Pulsars have a number of unusual qualities. Like zombies, they shine even though they’re technically dead, and they rotate rapidly, emitting powerful and regular beams of radiation that are seen as flashes of light, blinking on and off at intervals from seconds to milliseconds. A NASA team has built a first-of-a-kind testbed that simulates these distinctive pulsations.
The pulsar-on-a-table, known as the Goddard X-ray Navigation Laboratory Testbed, was built to test and validate a next-generation X-ray navigation technology to be demonstrated on a dual-use instrument recently selected as a NASA Explorer Mission of Opportunity.
“This is a unique capability,” said Jason Mitchell, an engineer at NASA’s Goddard Space Flight Center in Greenbelt, Md., who helped develop the tabletop-size facility that simulates the rapid-fire pulsations that distinguish this unusual class of stars, considered the densest objects in the universe. “We needed a capability that would let us retire technological risks early and test as many of the technology’s components as possible,” he said.
The facility is validating advanced technologies for the Neutron-star Interior Composition Explorer/Station Explorer for X-ray Timing and Navigation Technology, or “NICER/SEXTANT,” for short.
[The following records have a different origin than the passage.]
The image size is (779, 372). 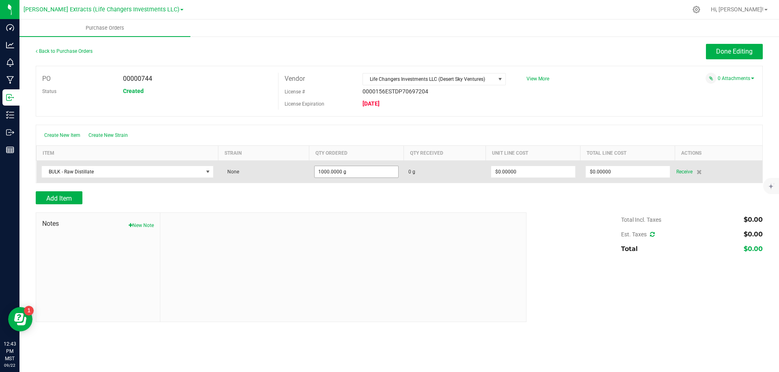 I want to click on inline-svg: Monitoring, so click(x=10, y=62).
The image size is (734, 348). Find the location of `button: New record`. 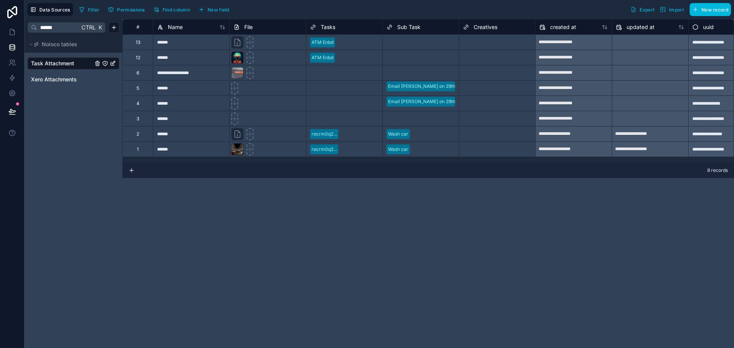

button: New record is located at coordinates (710, 10).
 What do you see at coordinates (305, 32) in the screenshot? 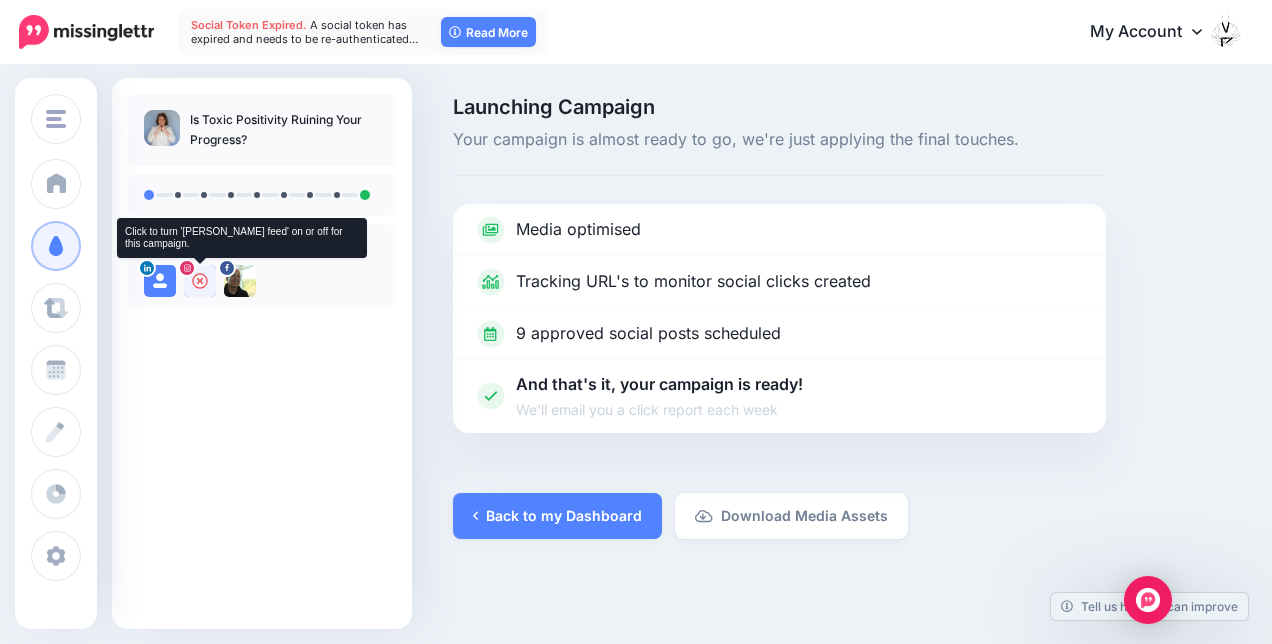
I see `span: A social token has expired and needs to be re-authenticated…` at bounding box center [305, 32].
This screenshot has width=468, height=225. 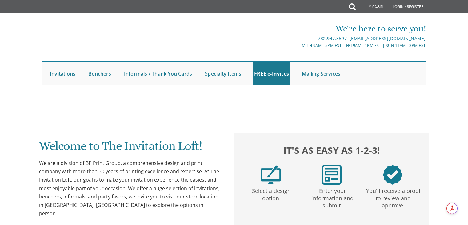 I want to click on a: Mailing Services, so click(x=321, y=74).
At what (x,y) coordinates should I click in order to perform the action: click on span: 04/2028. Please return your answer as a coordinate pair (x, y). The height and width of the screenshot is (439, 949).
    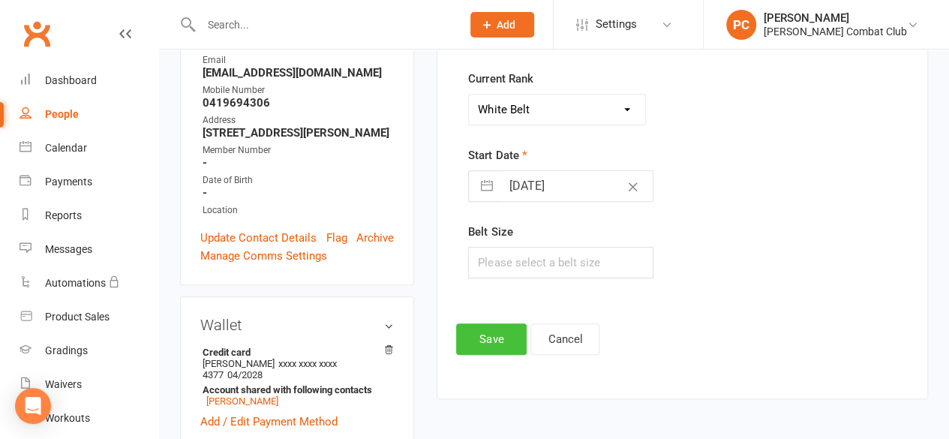
    Looking at the image, I should click on (244, 374).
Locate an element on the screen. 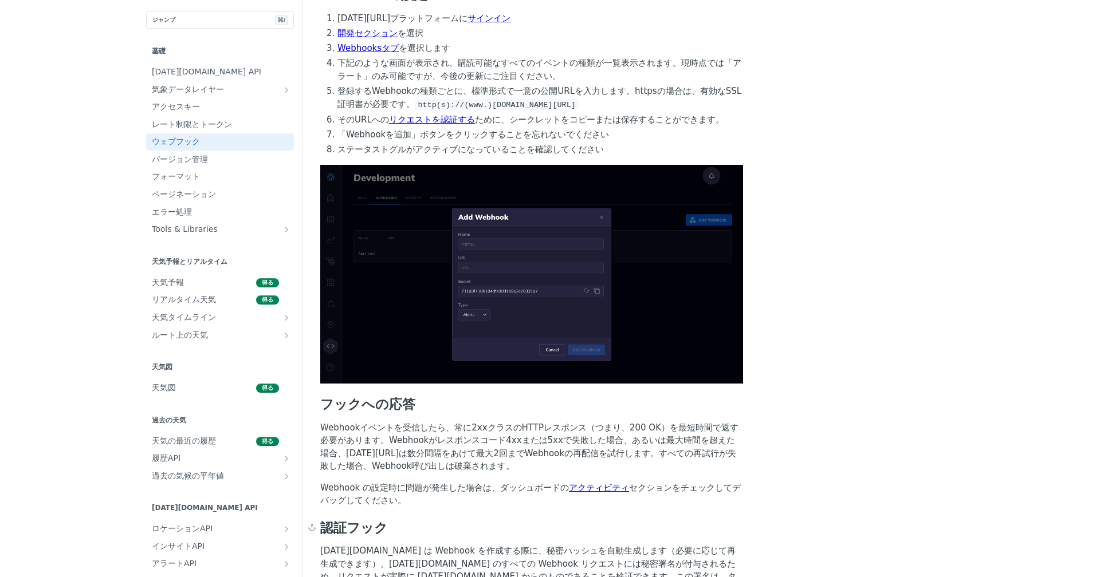  a: 開発セクション is located at coordinates (367, 33).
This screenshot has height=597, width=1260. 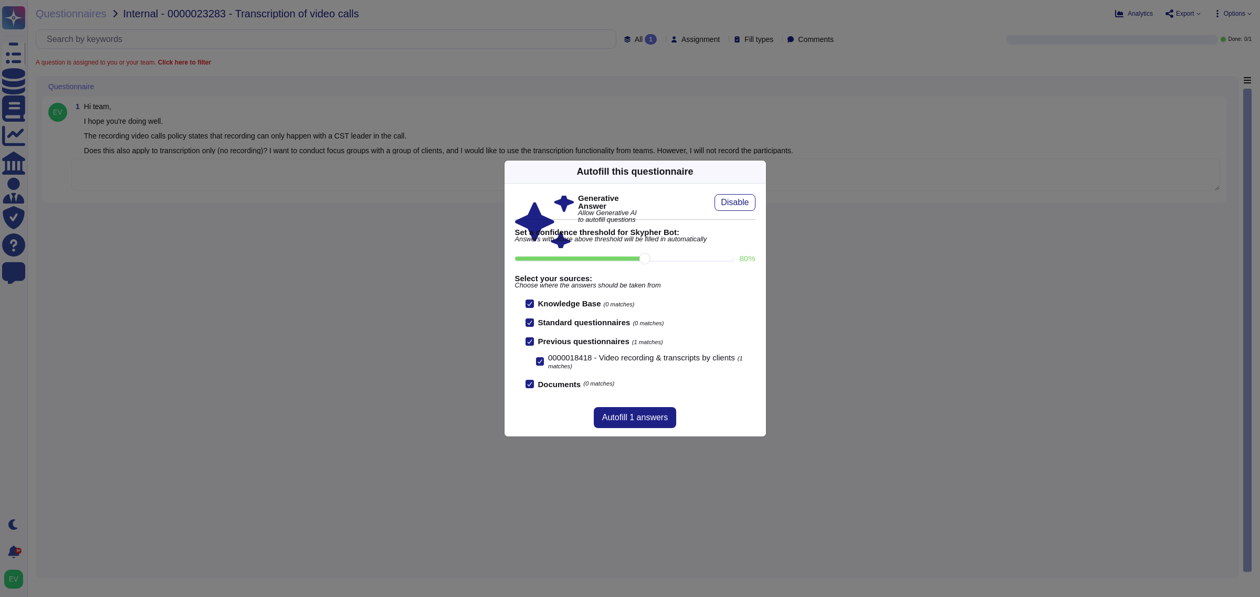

Slated to fly on the International Space Station in 2017, the instrument will study the interior compositions of neutron stars largely through observations of their pulsating next-of-kin, pulsars, and from the same platform, demonstrate pulsar-based navigation, also called XNAV, a concept advanced after the discovery of these objects in 1967.
Pulsars offer a potentially revolutionary navigational solution because of their rapid rotation and the powerful beams of light that emanate from their magnetic poles. On Earth, these beams are seen as flashes of light, blinking on and off as the pulsar rotates into view. Because of their predictable pulsations, they can provide high-precision timing just like the atomic-clock signals supplied through the 26-satellite, military-operated GPS.
However, unlike GPS signals, which are geared to Earth-based applications, pulsars are accessible in virtually every conceivable flight regime, from low-Earth to interplanetary science, making the technology ideal for travel throughout the solar system and beyond.
From its berth on the International Space Station, the NICER/SEXTANT instrument will use its 56 bundled X-ray telescopes, silicon detectors and other advanced technologies to detect X-ray photons in the pulsars’ powerful beams of light to estimate their arrival times. With these measurements, the system will stitch together an onboard, completely autonomous navigational solution using specially developed algorithms.
“X-ray navigation has the potential to become an enabling technology for very deep space exploration and an important augmentation to NASA’s Deep Space Network” (the network of ground stations that communicate with spacecraft to make course corrections), said co-developer Luke Winternitz, also of NASA Goddard, whose curriculum vitae also includes the development of another advanced navigation technology, the Navigator receiver that captures the GPS signal even in low-signal environments.
With the Explorer win, the NICER/SEXTANT team will begin building and integrating the telescope package and associated hardware and software.
But as with all spacecraft missions, end-to-end testing presents another set of challenges. “We had to have a way to test the technology,” Winternitz said. “We have GPS constellation simulators that make our GPS receivers think they are in orbit; we needed something analogous for an XNAV receiver.”
In essence, the pulsar-on-a-table does just that, namely mimicks pulsar pulsations.
It leverages several Goddard-developed navigation and orbit-determination software tools and specialized hardware to mimic a pulsar’s spin rates, its location in the sky, the station’s orbital parameters, and other considerations needed to simulate the environment and conditions that NICER/SEXTANT will encounter when formulating a navigational solution. “You can change a lot of the parameters in the testbed and add hardware in the loop, to perform a full suite of tests,” Winternitz said. “We now have a way to take our mission concept and test it fully.”
A central component of GXNLT is Goddard’s Modulated X-ray Source, which produces X-ray photons with rapidly varying intensity, turning on and off many times per second to simulate the target star’s pulsations. Each MXS-produced photon travels through a short channel and impinges on a silicon-drift detector, where it receives a time stamp. The photon events are grouped into batches and processed by algorithms to extract pulse-arrival time and Doppler measurements. A set of tools then uses these measurements to estimate the orbital outpost’s position — all needed to ultimately formulate a navigational solution.
To ground-truth the calculations, the team will run comparisons with an onboard GPS receiver based on the Goddard-developed Navigator receiver. Two NASA missions will use the Navigator technology to acquire GPS signals in weak-signal areas. Experiments with the testbed have shown that NICER/SEXTANT, once deployed, will demonstrate real-time calculations with sub-kilometer accuracy, Winternitz said.
“The whole point is to test as you fly,” Mitchell said. “This testbed enables that.” But what is the facility’s most notable attribute? It’s the fact that “it can simulate a pulsar,” Mitchell said. “To my knowledge, nothing in the world can do this.”